I Built an Interactive SVG Viewer Because Static Diagrams Deserve Better
Source: Dev.to
I Built an Interactive SVG Viewer Because Static Diagrams Deserve Better

As developers, we love clear documentation. Use‑case diagrams, cloud architectures, flowcharts — they are the lifeblood of understanding complex systems. Tools like Mermaid.js, PlantUML, and Draw.io are fantastic for creating them.
But viewing them? That experience is often stuck in the past.
If you export a complex architecture diagram as an SVG and embed it on your docs site, it’s just a static image. The text is too small to read, you can’t search for that one specific micro‑service, and if you zoom with your browser the whole page breaks.
I looked for a library to solve this. I found D3.js (too complex for just viewing) and Leaflet (too heavy for a diagram). I didn’t want to write hundreds of lines of code just to let a user zoom into a flowchart.
So, I built DiagView.
Demo
What is DiagView?
DiagView is a feature‑rich, interactive wrapper that gives your static SVGs superpowers.
It is built on top of the excellent panzoom library, which handles the low‑level matrix math for smooth 60 fps zooming and panning. While panzoom gives you the engine, DiagView gives you the entire car.
Feature Overview
| Feature | Description |
|---|---|
| 🔍 Deep Search | Traverses the SVG DOM to find and highlight matching nodes |
| 📤 Multi‑Format Export | PNG, SVG, PDF, WebP, or copy to clipboard |
| 🎯 Meeting Mode | Built‑in laser pointer for remote presentations |
| 🔗 Share Links | Generate URLs that preserve zoom/pan state |
| ⌨️ Keyboard Navigation | Arrows to pan, +/- to zoom, F to search |
| 🌗 Auto‑Theming | Detects light/dark mode automatically |
| 📱 Mobile‑First Touch | Pinch‑to‑zoom, double‑tap to reset |
The Landscape: Why Wasn’t This Already Solved?
Before writing any code, I scoured npm and GitHub. Here’s what I found:
- D3.js – The titan of data visualization. Great for creating graphics from data, not for viewing pre‑made SVGs.
- svg-pan-zoom – Focused library for adding pan/zoom to SVGs. It’s just the engine – no UI, no search, no export.
- Leaflet.js – Standard for interactive maps. Overkill for a simple flowchart.

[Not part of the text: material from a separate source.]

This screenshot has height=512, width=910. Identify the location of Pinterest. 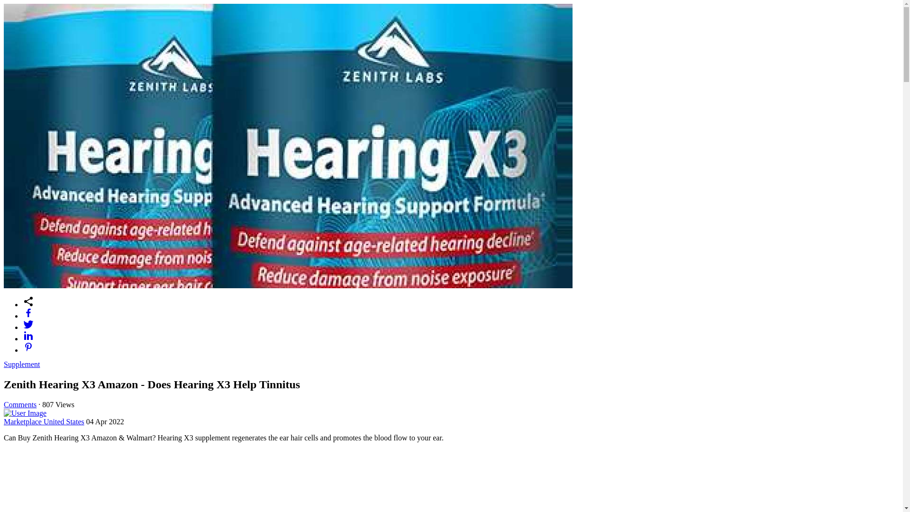
(461, 347).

The gap was clear: I needed a batteries‑included solution – something that would just work with a single init() call.
Quick Start
CDN (Fastest)
DiagView.init();
NPM
npm install diagview @panzoom/panzoom
import DiagView from 'diagview';
DiagView.init({
layout: 'floating',
accentColor: '#3b82f6',
});
Flexible Layouts
DiagView supports three layout modes to fit your design:

| Layout | Best For |
|---|---|
| Header | Classic top‑bar controls, documentation sites |
| Floating | Clean HUD‑style buttons on hover, minimal UIs |
| Off | Invisible UI; the diagram itself is the trigger |
Under the Hood: Technical Decisions
The Search Engine
The feature I’m most proud of. The search system:
- Pre‑Caches Candidates – On first open, queries all text elements and stores them in a
WeakMap. - Uses Dirty Checking – Before writing to the DOM, checks if values have changed.
- Batches Updates – All DOM mutations are wrapped in
requestAnimationFrame.
Result: Searching through diagrams with 2,500+ nodes is instant.
The Export System
Handles edge cases:
- Robust Dimension Calculation – Uses
getBBox()to find the actual content area. - Cross‑Origin Font Handling – Inlines Google Fonts for consistent exports.

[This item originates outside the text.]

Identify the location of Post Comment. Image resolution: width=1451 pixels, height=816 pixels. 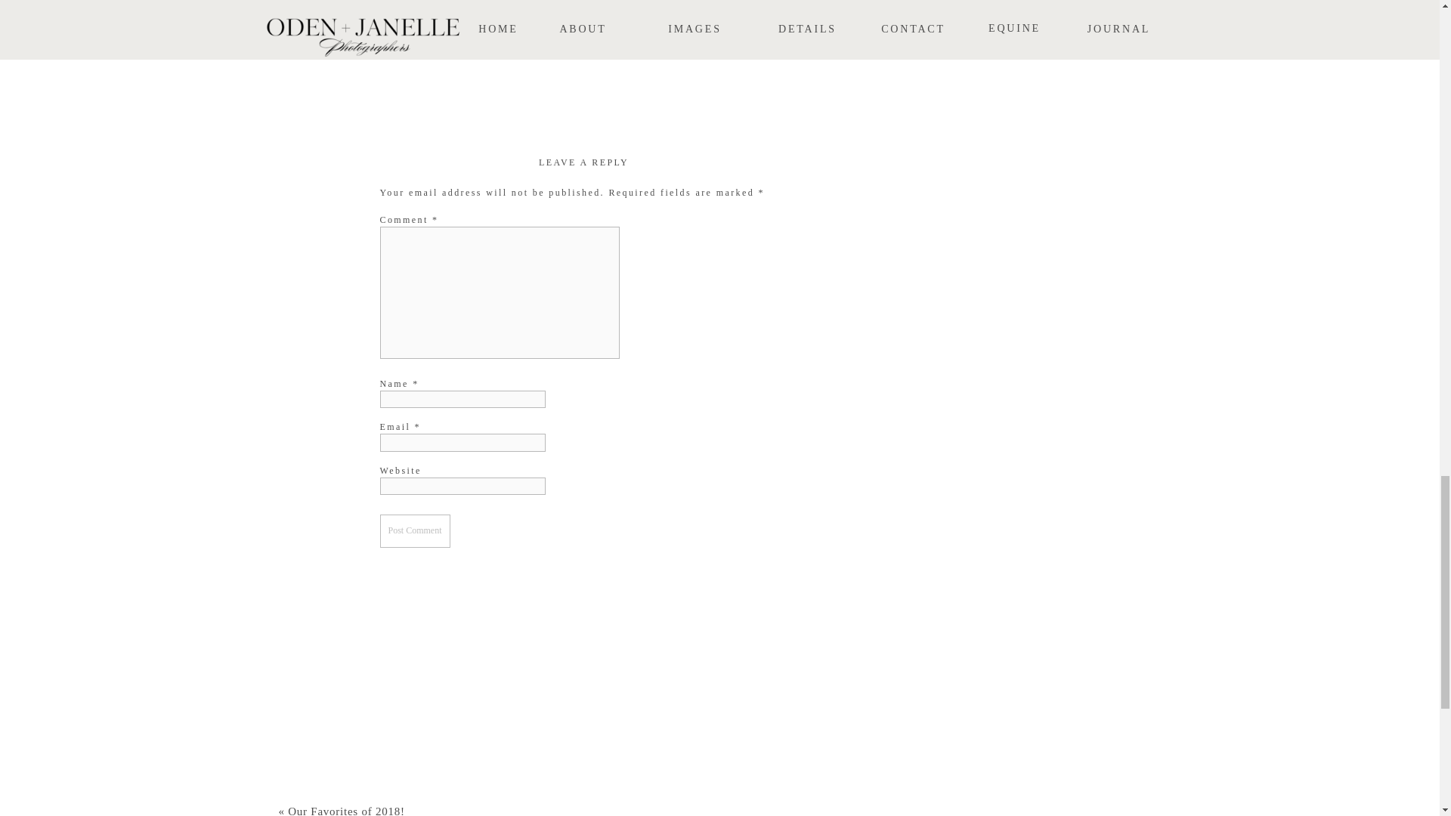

- High‑DPI Scaling – Up to 6× resolution for print‑quality images.
Optional Panzoom Dependency
Panzoom is an optional peer dependency:
| With Panzoom | Without Panzoom |
|---|---|
| Full zoom, pan, touch gestures | Fullscreen, search, and export still work |
This keeps DiagView usable even in constrained environments.
Bundle Size
| Metric | Size |
|---|---|
| Raw Minified | ~70 KB |
| Gzipped | (value omitted in original; keep placeholder) |
Enjoy smoother, searchable, export‑ready SVG diagrams with DiagView!
(Transfer)
~19 KB
For context, that’s smaller than a single hero image. It includes all CSS, SVG icons, and the entire UI framework.
Try It Out
I built this to scratch my own itch. If you write technical documentation for a living, I think you’ll find it useful too.
🧪 Live Demo:
⭐ GitHub:
📦 NPM:
Have feedback or found a bug? Open an issue on GitHub.